In all, 17 former HSBC staff start work in a renamed company, Headland Capital Partners, in an amicable management buyout that is a sign of the times.

The management team of HSBC’s Asian private-equity arm has completed an amicable buyout of the business in a deal driven by regulatory uncertainty governing bank ownership of such entities.

Collectively, 17 former HSBC Private Equity (Asia) staff bought the business and started work yesterday under a new name – Headland Capital Partners – and in a building across town in Hong Kong’s central business district. An 18th person is understood to be joining the team early next year.

There are seven managing partners or senior partners in the new firm, with the rest working as partners. Together they own 80.1% of the business, while HSBC retains a 19.9% stake. Financial details of the transaction were not disclosed.

George Raffini, managing partner of Headland Capital Partners, says: “It is a uniquely flat and broad distribution of ownership across the team that is acquiring the business. But there is nonetheless differentiated economics across the team.”

He stresses that, as a pre-condition of the buyout, the firm’s existing investors were present in deal deliberations, adding: “We had tremendously high acceptances.”

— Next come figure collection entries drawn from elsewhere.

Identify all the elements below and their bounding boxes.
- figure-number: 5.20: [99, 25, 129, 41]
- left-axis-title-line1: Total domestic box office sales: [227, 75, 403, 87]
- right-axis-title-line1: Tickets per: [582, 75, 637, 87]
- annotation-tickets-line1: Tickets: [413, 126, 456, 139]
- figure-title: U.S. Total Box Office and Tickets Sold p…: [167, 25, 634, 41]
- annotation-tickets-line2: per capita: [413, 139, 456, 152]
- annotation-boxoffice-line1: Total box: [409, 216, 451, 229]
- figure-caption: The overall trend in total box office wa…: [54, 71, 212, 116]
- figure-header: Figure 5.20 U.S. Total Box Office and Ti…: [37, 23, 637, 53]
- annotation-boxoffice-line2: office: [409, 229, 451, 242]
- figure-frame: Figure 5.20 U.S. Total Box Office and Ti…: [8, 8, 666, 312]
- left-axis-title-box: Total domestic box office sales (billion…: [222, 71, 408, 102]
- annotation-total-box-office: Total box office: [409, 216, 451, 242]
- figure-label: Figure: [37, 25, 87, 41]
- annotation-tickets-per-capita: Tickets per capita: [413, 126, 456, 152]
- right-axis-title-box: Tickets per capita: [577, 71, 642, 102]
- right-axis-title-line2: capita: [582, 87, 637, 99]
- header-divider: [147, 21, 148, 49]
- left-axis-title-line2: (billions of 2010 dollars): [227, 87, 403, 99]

The move by HSBC to detach its private-equity business in Asia is no surprise. The US Dodd-Frank financial overhaul bill was signed in July and includes the so-called Volcker Rule, which curtails proprietary trading, private equity and other investments that banks make with their own capital.

Raffini confirms that internal negotiations over a buyout had been going on for some time. “We had a very long runway, this regulatory uncertainty did not develop overnight,” he says. “At the same time, my colleagues and I had a very substantial desire to buy the business.

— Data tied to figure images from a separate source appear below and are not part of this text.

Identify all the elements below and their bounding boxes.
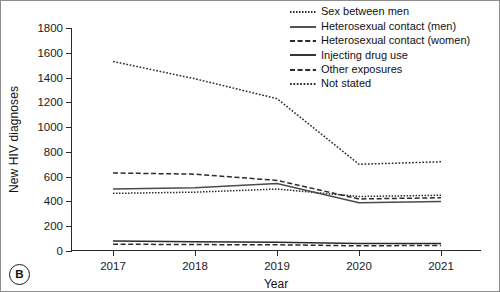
- legend-line-icon: [290, 7, 316, 17]
- legend-item[interactable]: Other exposures: [290, 63, 470, 77]
- x-axis-tick-label: 2021: [428, 260, 454, 272]
- legend-line-icon: [290, 50, 316, 60]
- x-axis-title: Year: [71, 277, 481, 291]
- legend-item[interactable]: Heterosexual contact (men): [290, 19, 470, 33]
- series-line: [113, 244, 441, 246]
- legend-item-label: Sex between men: [321, 4, 409, 20]
- x-axis-tick-label: 2017: [100, 260, 126, 272]
- x-axis-tick-label: 2020: [346, 260, 372, 272]
- y-axis-tick-label: 1800: [37, 22, 63, 34]
- panel-label: B: [9, 264, 30, 285]
- y-axis-title: New HIV diagnoses: [7, 28, 23, 251]
- legend-line-icon: [290, 65, 316, 75]
- y-axis-tick-label: 800: [44, 146, 63, 158]
- y-axis-tick: [66, 251, 72, 252]
- y-axis-tick-label: 400: [44, 195, 63, 207]
- legend-item-label: Heterosexual contact (women): [321, 33, 470, 49]
- y-axis-tick-label: 200: [44, 220, 63, 232]
- legend-item-label: Injecting drug use: [321, 48, 408, 64]
- legend-item[interactable]: Sex between men: [290, 5, 470, 19]
- series-line: [113, 189, 441, 196]
- figure-panel-b: New HIV diagnoses 0200400600800100012001…: [0, 0, 500, 292]
- legend-item[interactable]: Injecting drug use: [290, 48, 470, 62]
- legend-item-label: Other exposures: [321, 62, 402, 78]
- x-axis-tick-label: 2019: [264, 260, 290, 272]
- legend-line-icon: [290, 36, 316, 46]
- x-axis-tick-label: 2018: [182, 260, 208, 272]
- legend-line-icon: [290, 22, 316, 32]
- y-axis-tick-label: 1200: [37, 96, 63, 108]
- y-axis-tick-label: 600: [44, 171, 63, 183]
- legend-item-label: Heterosexual contact (men): [321, 19, 456, 35]
- legend-item[interactable]: Not stated: [290, 77, 470, 91]
- y-axis-tick-label: 1600: [37, 47, 63, 59]
- legend-item[interactable]: Heterosexual contact (women): [290, 34, 470, 48]
- series-line: [113, 241, 441, 243]
- y-axis-tick-label: 1000: [37, 121, 63, 133]
- y-axis-tick-label: 0: [57, 245, 63, 257]
- series-line: [113, 173, 441, 199]
- legend-item-label: Not stated: [321, 76, 371, 92]
- y-axis-tick-label: 1400: [37, 72, 63, 84]
- legend-line-icon: [290, 79, 316, 89]
- chart-legend: Sex between menHeterosexual contact (men…: [290, 5, 470, 91]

“Both we and HSBC thought the business being owned by the team would put it on a much stronger footing to achieve strong investment performance. We manage lots of third-party money through the funds we advise, and HSBC is a substantial investor in the funds. There was an alignment of interests.”

Headland is now advising two private equity and two venture capital funds with total committed capital of $2.4 billion. It typically operates over a four-year investment horizon and, having raised money during 2008 and 2009, further fundraising is anticipated in 2012/13.

Raffini reveals that Headland’s private equity funds focus primarily on China, Korea and Southeast Asia, while the venture capital funds focus on China, Taiwan and India.

In terms of sectors, consumer, industrial and goods and services are important to each fund, while the venture capital business is more growth orientated and invests in small-cap firms in tech-related and consumer growth sectors.

Within China, the funds have invested in a media-related advertising business, a consumer apparel company, a large supermarket chain and a forestry plantation type business. In Korea, the firm has more of an industrial orientation and focuses on the heavy engineering skills of domestic corporates.

Raffini confirms that 2008 was a bleak period for the private equity industry in general, but that HSBC’s Asian business bounced back strongly during 2009 and 2010.

“There has been substantial demand for growth capital in many markets, so it is encouraging that we are operating against a much stronger economic backdrop than you see in other regions,” he says.

“What has also helped performance [to bounce back] has been the IPO markets opening up again in Asia, particularly in Hong Kong, China and parts of Southeast Asia. That has been an important element in terms of the pick-up in performance.”